Published online by Cambridge University Press: 07 January 2025
Up to the end of the Middle Ages, the opportunities to acquire information about the world of Islam were very few in the Low Countries. Moreover, the little knowledge which could be derived from books, from participation in a crusade or from a pilgrimage to the Holy Land did not reach much further than the coasts of the Mediterranean. The Iranian hinterland of the countries inhabited by Saracens and Turks remained beyond the horizon of the Dutch, intellectually as well as in terms of actual experience.
Direct contacts with Iran developed only in the early seventeenth century when, shortly after the establishment of an independent republic of the Netherlands, the “United Provinces,” Dutch trade began to expand to the four corners of the world. The first journey of a Dutch fleet to the East Indies and back was completed in 1597. This success led to the establishment of several companies engaging in Asian commerce, which in 1602 merged into the Verenigde Oost-Indische Compagnie (United East India Company). By its charter the Company held a monopoly of all Dutch trade, extending from the Cape of Good Hope eastwards to the Strait of Magellan. This mercantile empire, with settlements all over Asia, was controlled from Batavia (the modern Indonesian capital of Jakarta) by a governor-general. The director of the western sectors, including the operations of the Company in Iran, held office at Surat on the west coast of India.

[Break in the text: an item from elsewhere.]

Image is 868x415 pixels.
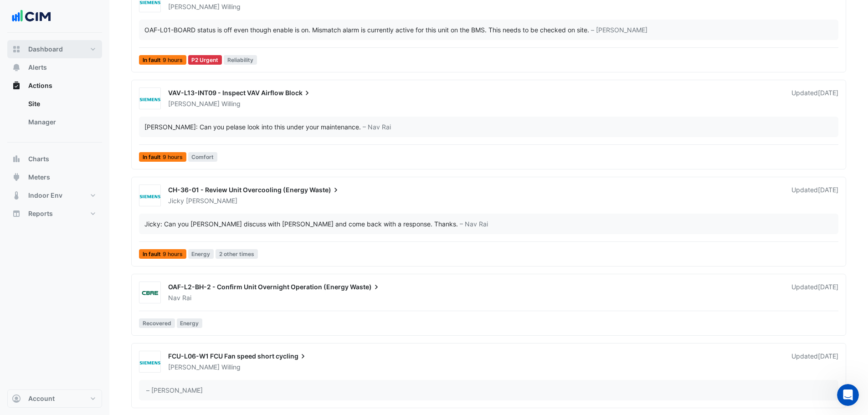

In 1623 Huybert Visnich, a merchant in the service of the Company, arrived from Surat to establish a trading post at Bandar Abbas, which was called “Gamron” or “Gombroon” by the Europeans. Soon afterwards, Shah Abbas the Great granted capitulations to the Dutch, thereby guaranteeing freedom of trade, exemption from duties and several other rights pertaining to the residence of non-Muslim merchants in Iran. The Company also established a residence at Isfahan where its representatives could get in touch with the Safavid court. The Company was most of all interested in the purchase of silk from Gilan. It paid for it partly in money and partly through the bartering of spices from the East Indies, textiles from the Coromandel coast (south-east India) and other imported goods.
The Dutch enterprise in Iran continued to flourish until the downfall of the Safavids.